Operating interstate without IRP triggers weigh-station citations, possible out-of-service orders, and base-state plate suspension. Here is the full enforcement chain.
Operating interstate without IRP triggers weigh-station citations, possible out-of-service orders, and base-state plate suspension. Here is the full enforcement chain.
Step-by-step IRP registration for new owner-operators: base state, mileage projection, fee calculation, application, cab card, and what to keep for the truck.
IRP applies if you cross state lines at 26,000+ lb GVW or 3+ axles. Here is exactly when apportioned plates are required, when single-state plates are enough, and when a trip permit covers it.
Skip one IFTA quarterly return and the cost stacks fast — $50 minimum penalty, monthly interest, and audit eligibility before you notice.
Your first IFTA return is due the last day of the month after the quarter closes. Here’s the step-by-step on per-state miles, fuel reconciliation, and what to file when.
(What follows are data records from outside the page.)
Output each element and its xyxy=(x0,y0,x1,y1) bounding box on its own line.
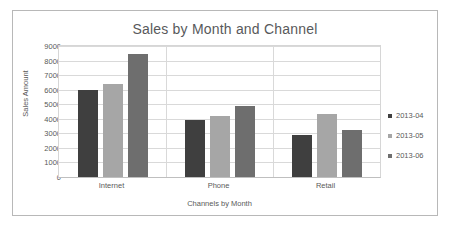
legend-swatch-icon xyxy=(387,153,393,159)
bar-group xyxy=(273,46,380,177)
legend-entry[interactable]: 2013-04 xyxy=(387,111,445,120)
legend-entry[interactable]: 2013-05 xyxy=(387,131,445,140)
x-axis-tick-label: Internet xyxy=(58,181,165,190)
legend-swatch-icon xyxy=(387,113,393,119)
y-axis-tick-label: 7000 xyxy=(31,72,61,80)
y-axis-tick-label: 1000 xyxy=(31,159,61,167)
plot-area xyxy=(58,45,381,178)
bar[interactable] xyxy=(103,84,123,177)
bar[interactable] xyxy=(78,90,98,177)
bar[interactable] xyxy=(317,114,337,177)
chart-frame: Sales by Month and Channel Sales Amount … xyxy=(12,10,438,216)
legend-label: 2013-06 xyxy=(396,151,424,160)
bar[interactable] xyxy=(210,116,230,177)
y-axis-title: Sales Amount xyxy=(21,56,30,132)
bar[interactable] xyxy=(185,120,205,177)
bar[interactable] xyxy=(235,106,255,177)
legend-swatch-icon xyxy=(387,133,393,139)
bar[interactable] xyxy=(128,54,148,177)
y-axis-tick-labels: 9000800070006000500040003000200010000 xyxy=(31,47,61,189)
bar[interactable] xyxy=(342,130,362,177)
y-axis-tick-label: 5000 xyxy=(31,101,61,109)
chart-title: Sales by Month and Channel xyxy=(13,21,437,37)
x-axis-tick-label: Phone xyxy=(165,181,272,190)
legend-entry[interactable]: 2013-06 xyxy=(387,151,445,160)
legend-label: 2013-04 xyxy=(396,111,424,120)
bar[interactable] xyxy=(292,135,312,177)
y-axis-tick-label: 6000 xyxy=(31,87,61,95)
x-axis-tick-labels: InternetPhoneRetail xyxy=(58,181,381,195)
y-axis-tick-label: 0 xyxy=(31,174,61,182)
bar-group xyxy=(59,46,166,177)
bar-group xyxy=(166,46,273,177)
y-axis-tick-label: 9000 xyxy=(31,43,61,51)
chart-legend: 2013-042013-052013-06 xyxy=(387,111,445,171)
x-axis-title: Channels by Month xyxy=(58,199,381,208)
y-axis-tick-label: 8000 xyxy=(31,58,61,66)
y-axis-tick-label: 2000 xyxy=(31,145,61,153)
y-axis-tick-label: 3000 xyxy=(31,130,61,138)
y-axis-tick-label: 4000 xyxy=(31,116,61,124)
x-axis-tick-label: Retail xyxy=(272,181,379,190)
legend-label: 2013-05 xyxy=(396,131,424,140)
If you only run in one state you don’t need IFTA — but the moment one trip crosses a state line, IFTA applies for the entire quarter.
You filed your own MC. UCR is the small registration that quietly closes the loop. Here is exactly how to file it — what to prepare, where to do it, and the small mistakes that turn into roadside problems.
Skipping UCR doesn’t revoke MC — but every interstate trip becomes a state-level violation, with citations $100-$5,000 and out-of-service exposure.